Copy out every line of the records in which "will" can be found.

Stored items
● ● ● ● ● ● ●

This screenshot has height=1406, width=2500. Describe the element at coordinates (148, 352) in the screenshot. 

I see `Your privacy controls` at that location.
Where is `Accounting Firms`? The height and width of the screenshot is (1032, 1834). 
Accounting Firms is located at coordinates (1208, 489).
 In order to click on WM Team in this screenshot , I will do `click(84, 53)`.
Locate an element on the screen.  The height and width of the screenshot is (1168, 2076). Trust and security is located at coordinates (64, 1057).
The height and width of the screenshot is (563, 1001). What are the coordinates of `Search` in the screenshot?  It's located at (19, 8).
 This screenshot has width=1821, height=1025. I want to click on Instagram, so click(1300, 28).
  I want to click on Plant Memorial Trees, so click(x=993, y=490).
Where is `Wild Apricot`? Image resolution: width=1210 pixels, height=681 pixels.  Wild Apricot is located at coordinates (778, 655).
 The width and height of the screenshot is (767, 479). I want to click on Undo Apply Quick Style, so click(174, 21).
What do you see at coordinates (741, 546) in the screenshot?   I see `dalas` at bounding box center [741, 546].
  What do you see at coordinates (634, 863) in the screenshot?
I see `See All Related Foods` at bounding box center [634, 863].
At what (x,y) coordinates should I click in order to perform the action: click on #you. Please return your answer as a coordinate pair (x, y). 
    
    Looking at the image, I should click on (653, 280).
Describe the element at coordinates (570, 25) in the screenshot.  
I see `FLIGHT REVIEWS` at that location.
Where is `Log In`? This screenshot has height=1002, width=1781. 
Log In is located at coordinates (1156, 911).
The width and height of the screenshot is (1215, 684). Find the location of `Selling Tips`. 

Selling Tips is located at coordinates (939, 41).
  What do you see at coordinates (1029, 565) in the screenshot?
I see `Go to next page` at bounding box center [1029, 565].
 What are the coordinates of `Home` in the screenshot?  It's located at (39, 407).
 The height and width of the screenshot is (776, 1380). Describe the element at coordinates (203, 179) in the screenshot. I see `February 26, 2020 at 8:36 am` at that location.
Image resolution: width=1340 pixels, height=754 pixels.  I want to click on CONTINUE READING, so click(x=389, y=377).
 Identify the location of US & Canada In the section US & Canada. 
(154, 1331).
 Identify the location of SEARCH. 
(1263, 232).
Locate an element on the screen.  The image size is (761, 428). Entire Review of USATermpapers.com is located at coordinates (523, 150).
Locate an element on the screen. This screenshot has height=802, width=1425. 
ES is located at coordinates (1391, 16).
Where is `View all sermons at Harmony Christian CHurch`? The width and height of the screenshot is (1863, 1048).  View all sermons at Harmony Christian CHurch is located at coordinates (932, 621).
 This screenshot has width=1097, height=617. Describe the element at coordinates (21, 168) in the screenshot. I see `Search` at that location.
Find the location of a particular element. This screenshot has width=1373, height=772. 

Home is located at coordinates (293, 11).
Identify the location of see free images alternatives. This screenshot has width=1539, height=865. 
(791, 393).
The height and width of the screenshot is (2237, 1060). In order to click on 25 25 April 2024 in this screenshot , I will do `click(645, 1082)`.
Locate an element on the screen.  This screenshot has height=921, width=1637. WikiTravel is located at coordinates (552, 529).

● ● ● ● ● ● ●

● RESPONSE TO THE TASK:
 In order to click on WM Team in this screenshot , I will do `click(84, 53)`.
The height and width of the screenshot is (2237, 1060). In order to click on 25 25 April 2024 in this screenshot , I will do `click(645, 1082)`.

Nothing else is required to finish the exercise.